(Instrument reading data)
'''

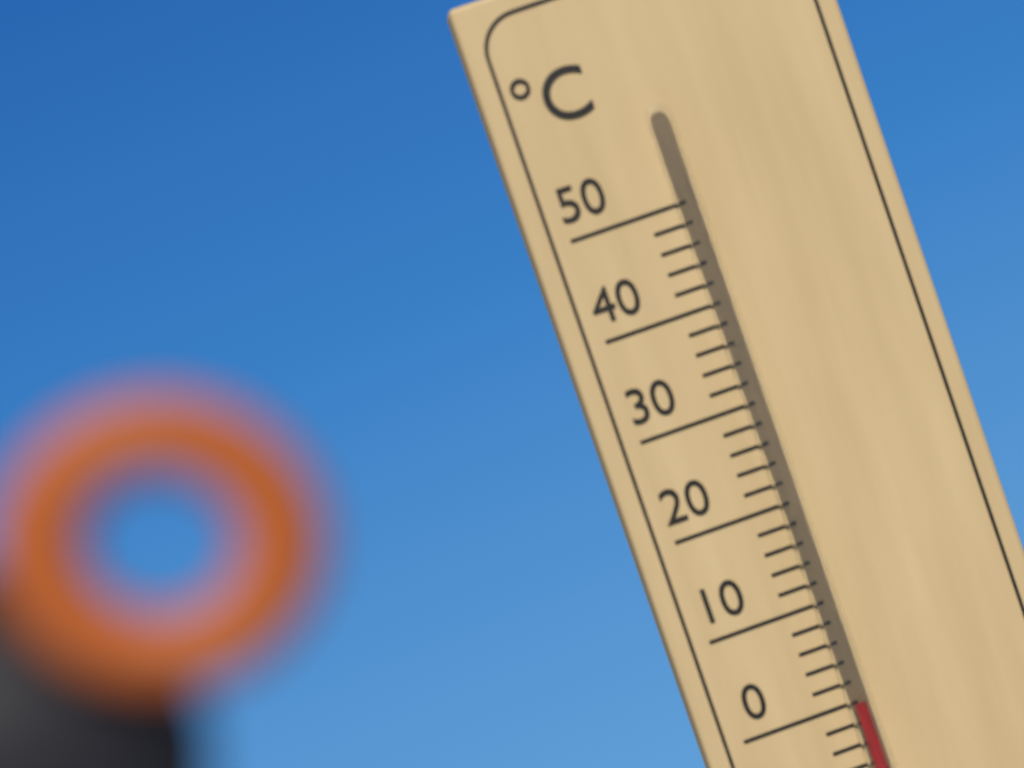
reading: 0 °C
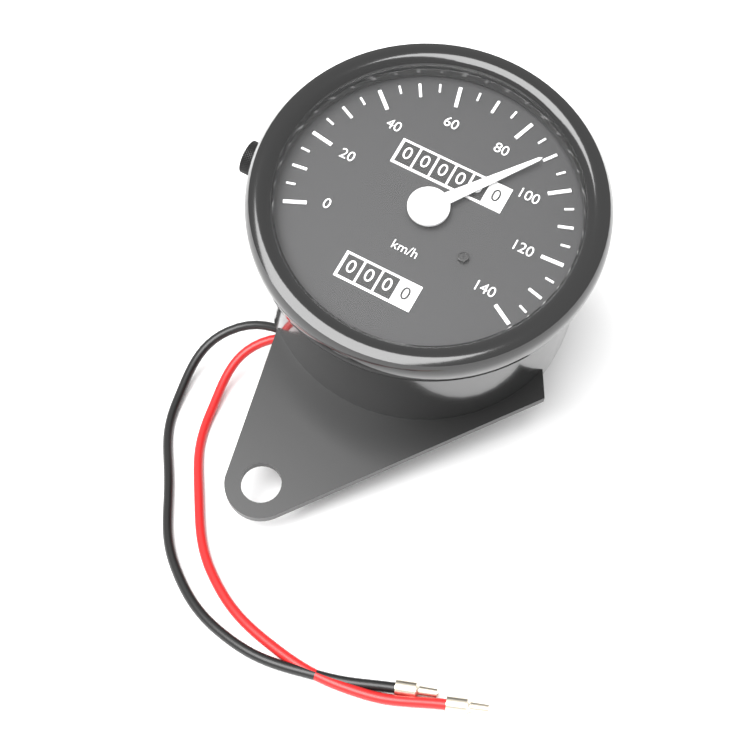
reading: 90 km/h
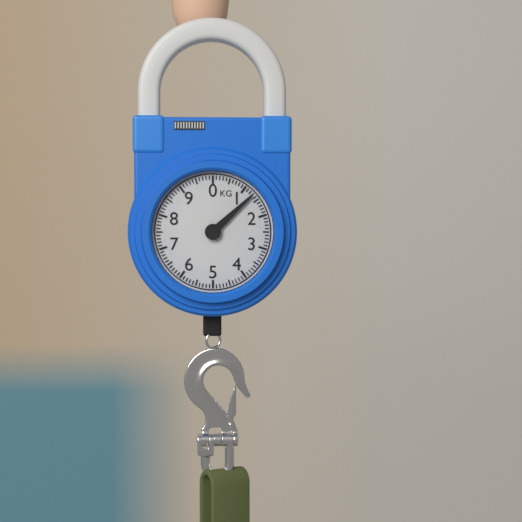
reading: 1.3 kg
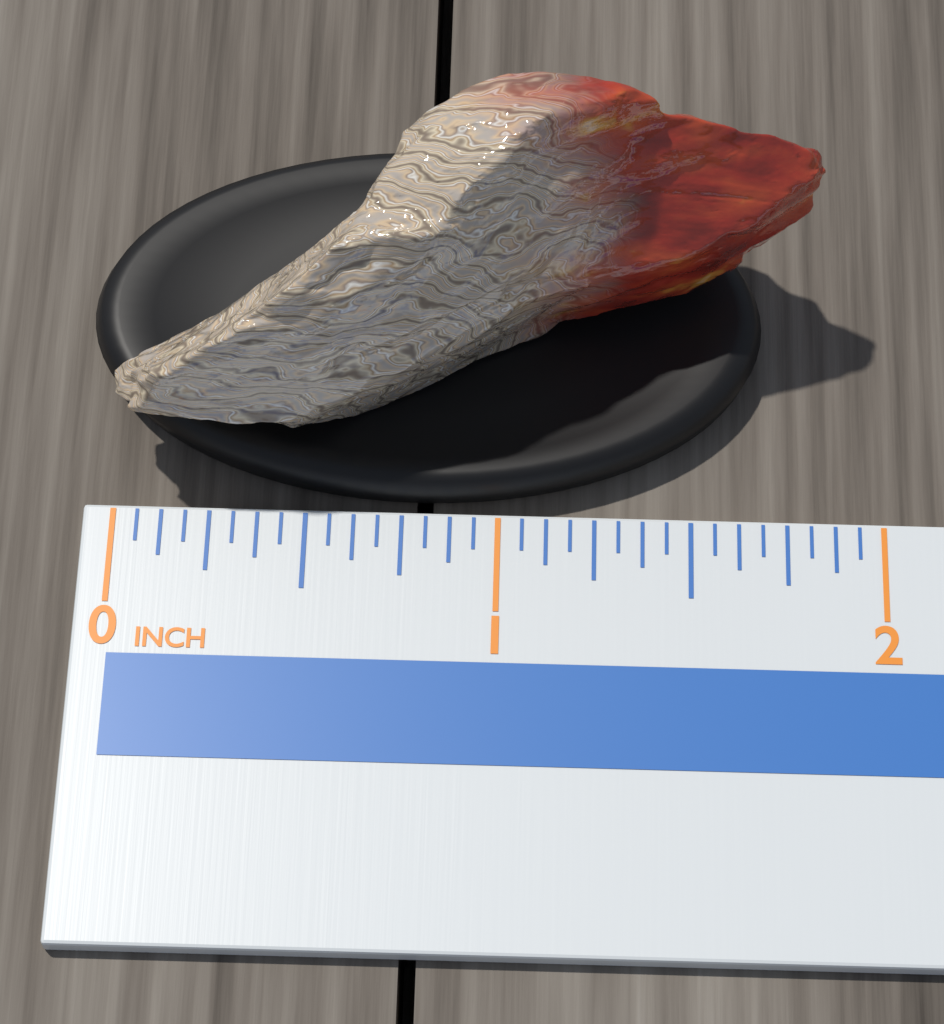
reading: 1.8125 in
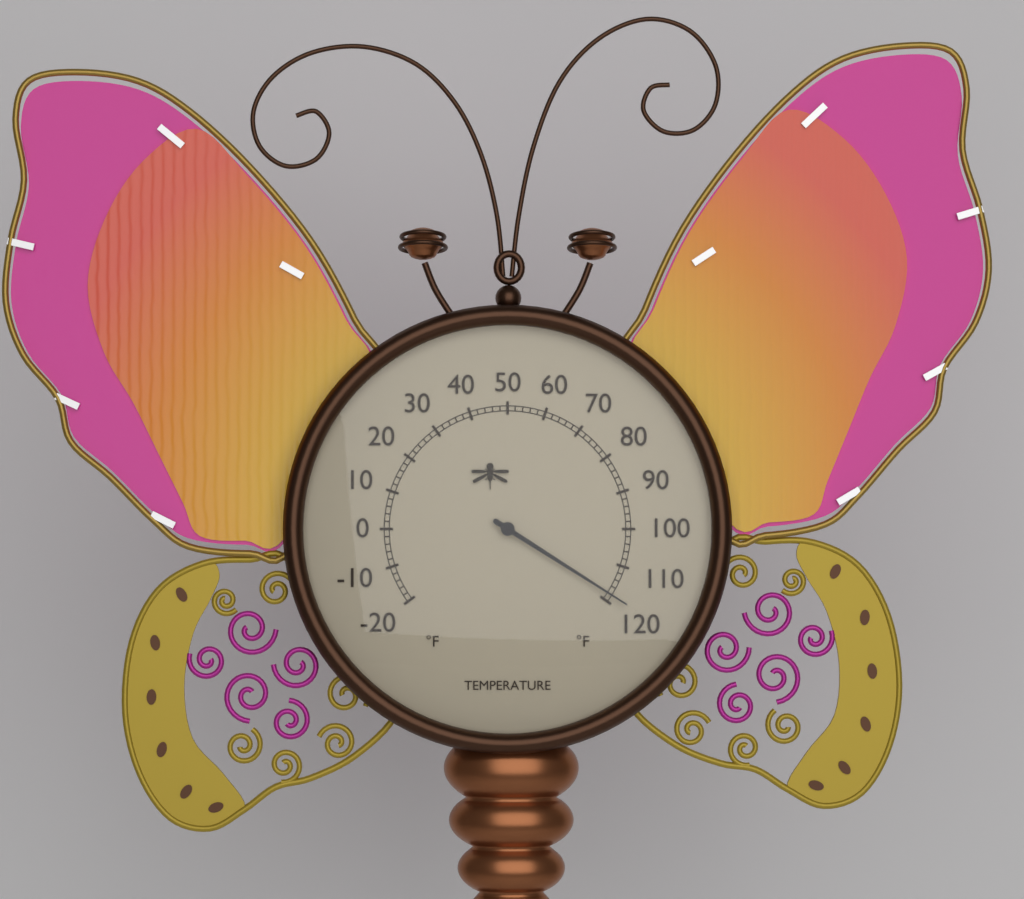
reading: 118 °F
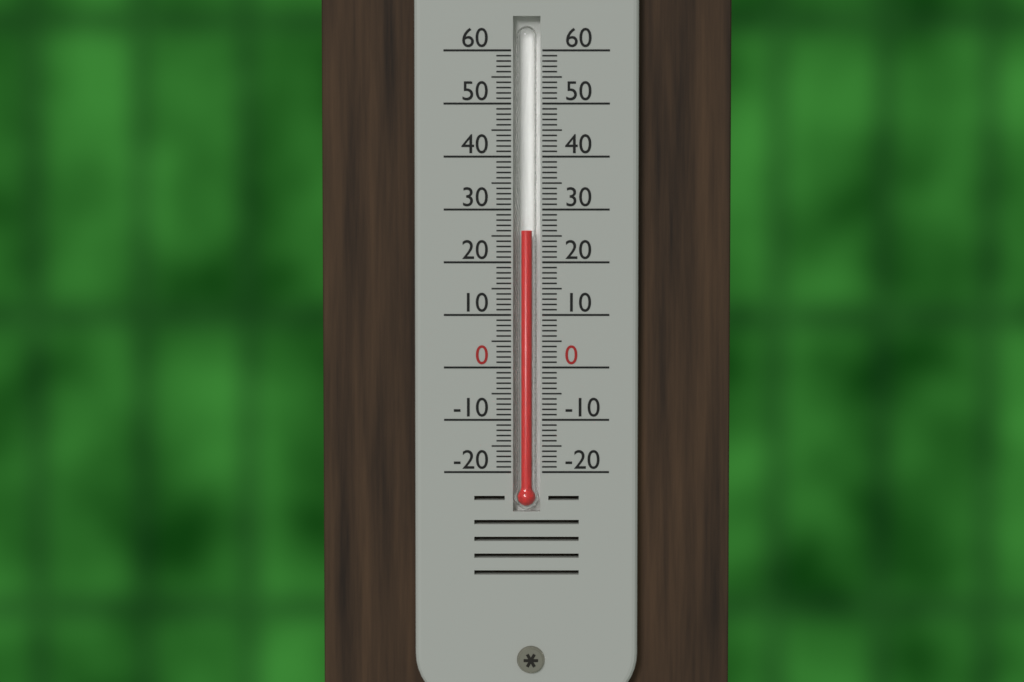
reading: 26 (no unit)
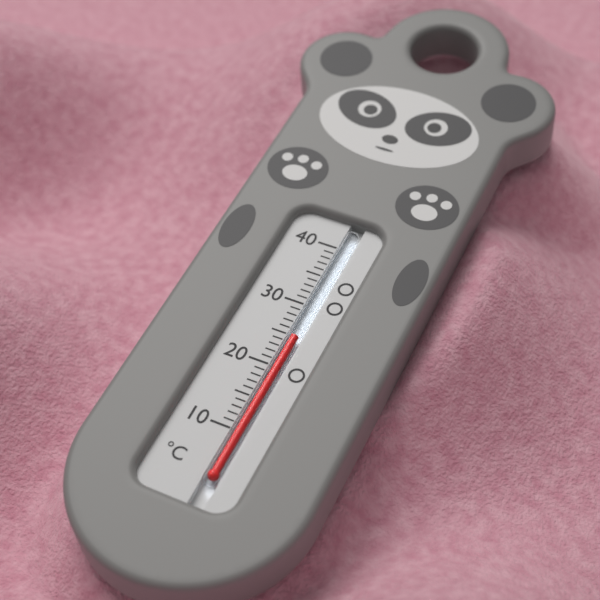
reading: 25 °C
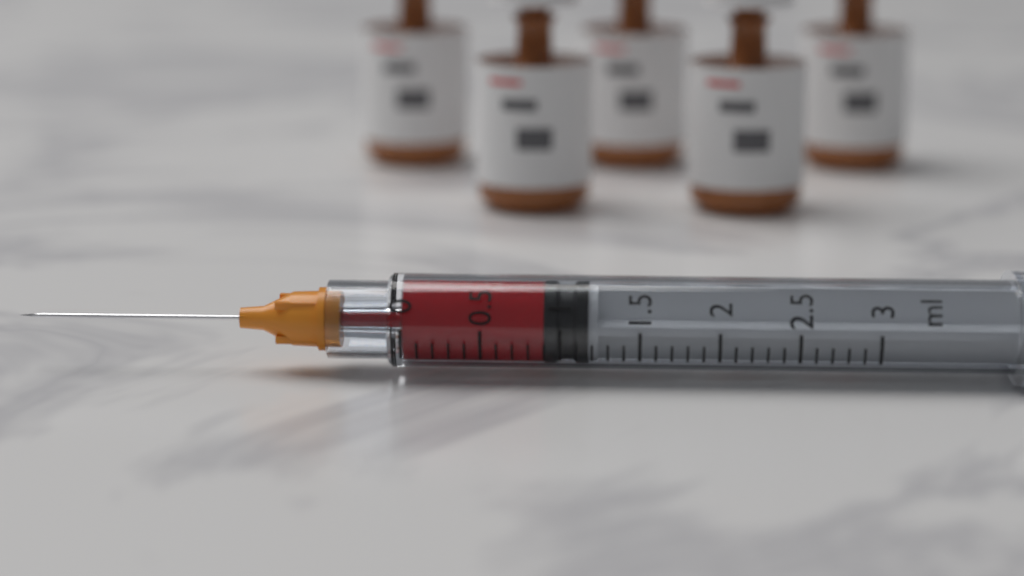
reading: 0.9 ml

'''

**Exercise objective:**
Could you repeat all of the entries exactly, without the pictures?

**Completed task:**
reading: 0 °C
reading: 90 km/h
reading: 1.3 kg
reading: 1.8125 in
reading: 118 °F
reading: 26 (no unit)
reading: 25 °C
reading: 0.9 ml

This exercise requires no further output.